There is a monotonous predictability to politics that makes it very similar to the natural sciences. This is one profession that has no place for any noble sentiment, be it charity, generosity or unselfishness. The only coin in which it deals is self-interest and that is what makes it so boringly predictable. This is why the row that has erupted in the Sangh parivar over Atal Behari Vajpayee's categorical assertion that not removing Narendra Modi from power for his failure to prevent or control the Gujarat riots cost the party the elections is so utterly unsurprising. The blame game was inevitable within the BJP after the NDA's defeat last month.

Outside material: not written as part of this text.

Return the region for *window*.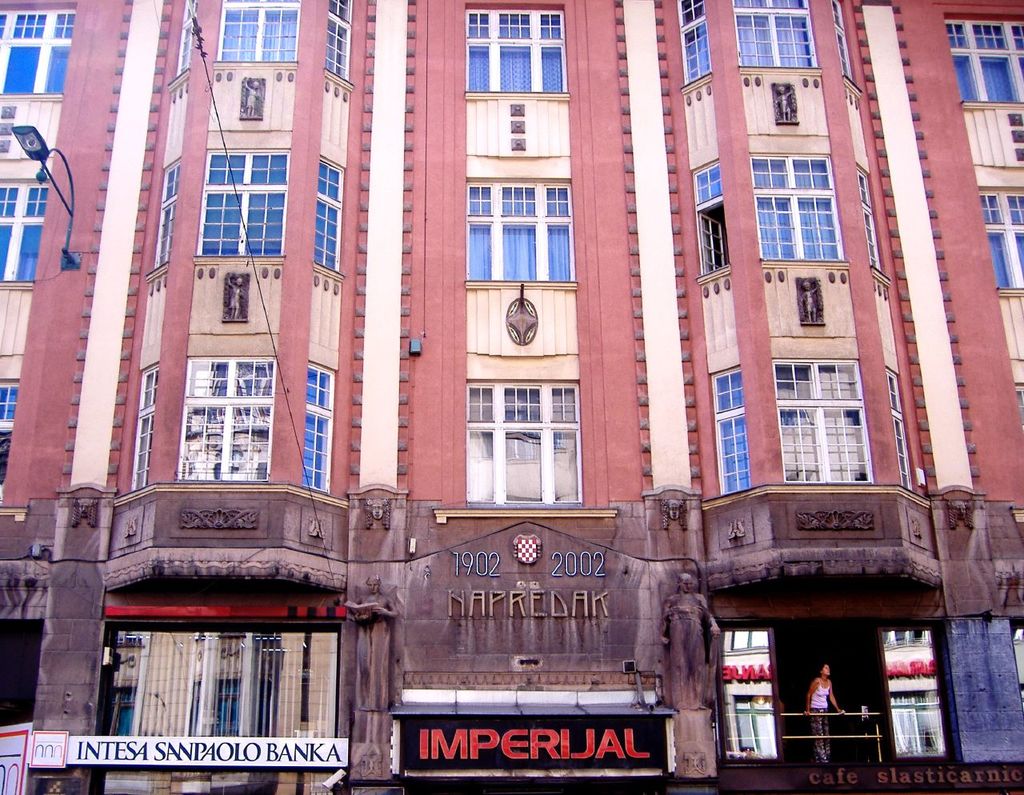
(x1=886, y1=368, x2=917, y2=489).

Vajpayee's remark has been interpreted in some quarters as a belated attempt by a defeated prime minister to shift the blame for the defeat onto someone else's shoulders. But in truth, Vajpayee had been provoked to respond by a spate of attacks upon his and Advani's leadership that had begun within hours of the shock defeat. His remark in Manali immediately provoked a counter-attack by the Vishwa Hindu Parishad president Vishnu Hari Dalmia, its vice-president Giriraj Kishore and reigning firebrand, Praveen Togadia. But criticism of his leadership was not confined to the fringe organisations of the Sangh parivar. A whisper campaign against Vajpayee and Advani had begun within the BJP itself, hours after its shock defeat. At a recent social gathering in Delhi, a BJP 'intellectual' considered to be a moderate told a businessman sympathetic to his party that the NDA had been defeated because Vajpayee had abandoned Hindutva and angered the Hindus. "But," he said, "just wait two years. This government will fall and we'll be back—with Hindutva".

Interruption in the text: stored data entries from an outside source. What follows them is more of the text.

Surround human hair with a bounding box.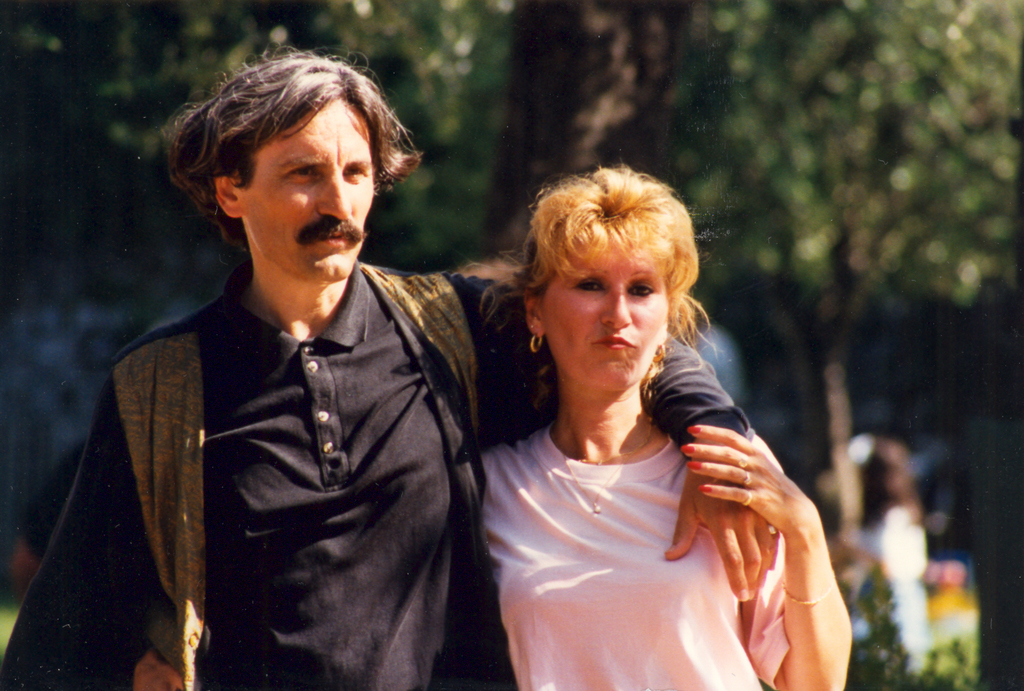
detection(499, 160, 706, 356).
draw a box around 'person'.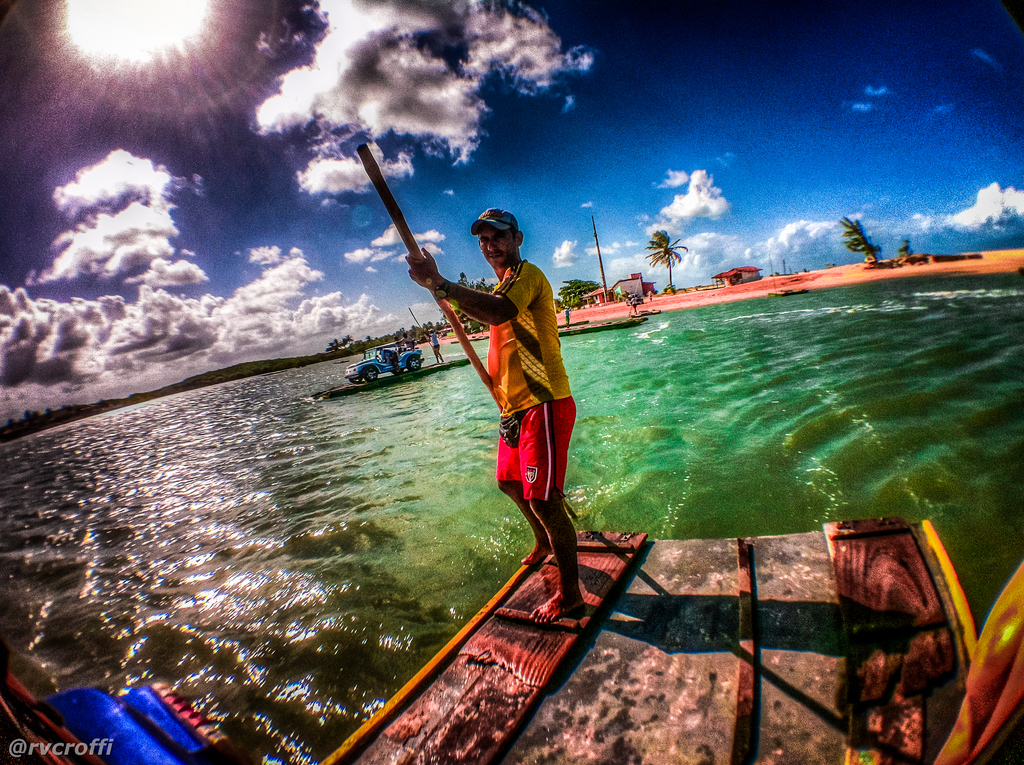
detection(561, 301, 575, 330).
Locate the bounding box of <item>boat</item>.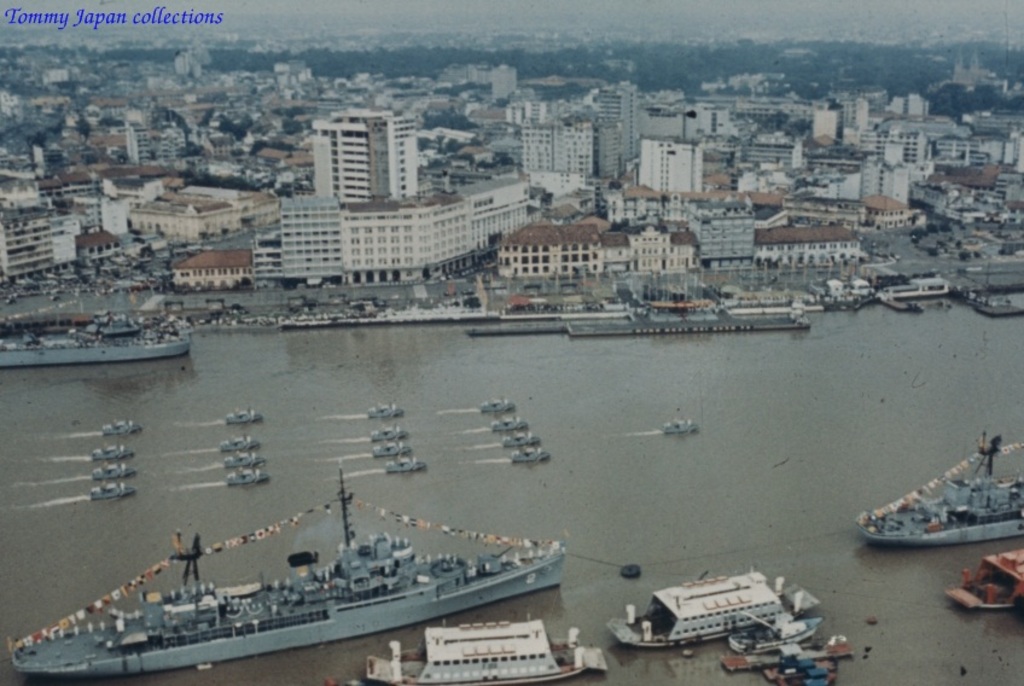
Bounding box: l=948, t=552, r=1023, b=614.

Had this finger-pointing taken place simply because the BJP was a bad loser, it would not have merited serious attention. But behind it lies a conflict of principles that could well decide the fate of the Indian polity in the not-too-distant future. For eleven years in fact, ever since the BJP lost the November 1993 elections in three of the four states after the destruction of the Babri Masjid, Vajpayee and Advani had been working assiduously to bring the BJP out of the Hindu right fringe to the centre of the political spectrum. They did so because they were aware that their vote base was concentrated in western and central India. Delhi and Himachal was too small to ever allow the party to come to power on its own (it garnered only 21 per cent of the vote in 1991). The defeat in Himachal, Delhi and Madhya Pradesh, and the steep slide back in Rajasthan in 1993 also showed that pulling down mosques and unleashing terror on defenceless people was not the way to gain votes, at least not in India.

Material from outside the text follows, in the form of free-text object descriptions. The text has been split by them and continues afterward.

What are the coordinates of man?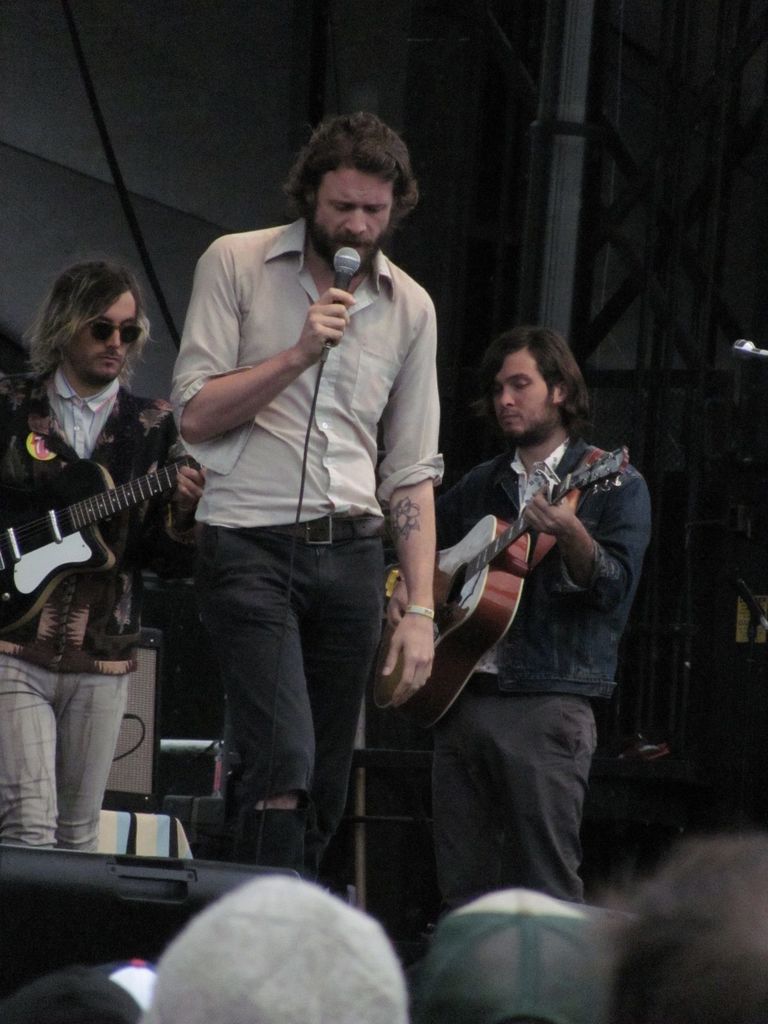
(148,141,449,932).
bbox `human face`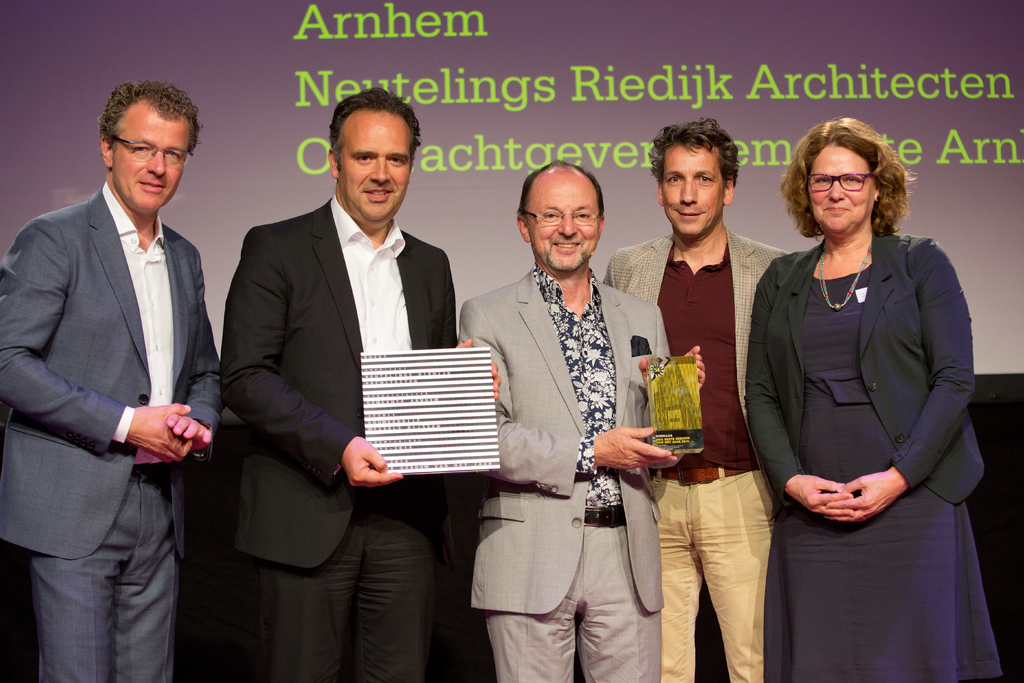
{"x1": 528, "y1": 172, "x2": 598, "y2": 273}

Their strategy not only helped BJP widen its base of appeal, but enabled the formation and consolidation of the NDA. In fact, the vhp and my unnamed BJP intellectual have put the cart before the horse. Far from being responsible for the BJP's failure in 2004, Vajpayee and Advani were responsible for its successes in 1996, 1998 and 1999. But the Vajpayee-Advani duo received little support from the rest of the Sangh parivar. From 1998 itself, the vhp began to chafe at the moderation of the BJP's policies and at the exclusion of its stalwarts from positions of power in the new government. So they demonstrated their nuisance value by attacking Christians.
The NDA was able to weather this turbulence but Gujarat proved another matter. It is true that had there been no massacre of Hindus on the Sabarmati Express at Godhra, there would have been no subsequent riots. But two wrongs do not make a right. Modi fed the flames of anti-Muslim violence and later capitalised on the passions stirred up in the Hindus to win the December 2002 elections. By doing so, he forfeited the support that the BJP's coalition partners in the NDA, if not the BJP itself, had enjoyed from the minorities and moderate Hindus.
In the end, the NDA's defeat might not have been caused either by the setback to its secular credentials in Gujarat or the failure of its India Shining campaign in the run up to the elections. The BJP's vote fell by only 1.59 per cent between 1999 and 2004. The Congress suffered a marginally greater fall of 1.61 per cent, but won many more seats and formed the government.
The only certain thing about the election results is that they were almost entirely determined by anti-incumbency. The Congress victory in Andhra Pradesh was a mirror image of the BJP's victory in Madhya Pradesh and Rajasthan. Even in Gujarat, the poor performance of the BJP was at least partly a reassertion of an anti-incumbency swing after the passion aroused by the riots had been spent. If Gujarat or India Shining had an effect, it was at the absolute margin of the vote. And we will never know how much each of these contributed.
Vajpayee's moderation enabled the BJP to create a stable and responsible coalition that has become one pole of the bipolar pluralist democracy struggling to replace the dominant party democracy of the 1947 to 1996 period. The Congress is even now grappling with the task of creating the other pole. Two acts of great unselfishness have so far aided the process. The first was Vajpayee's willingness to risk his political career time and time again in order to pull the Sangh parivar away from communal confrontation. The second was Sonia Gandhi's decision to renounce the prime ministership. Did I begin by saying that politics is predictable because it is guided solely by self-interest? Well, there are still exceptions to that rule.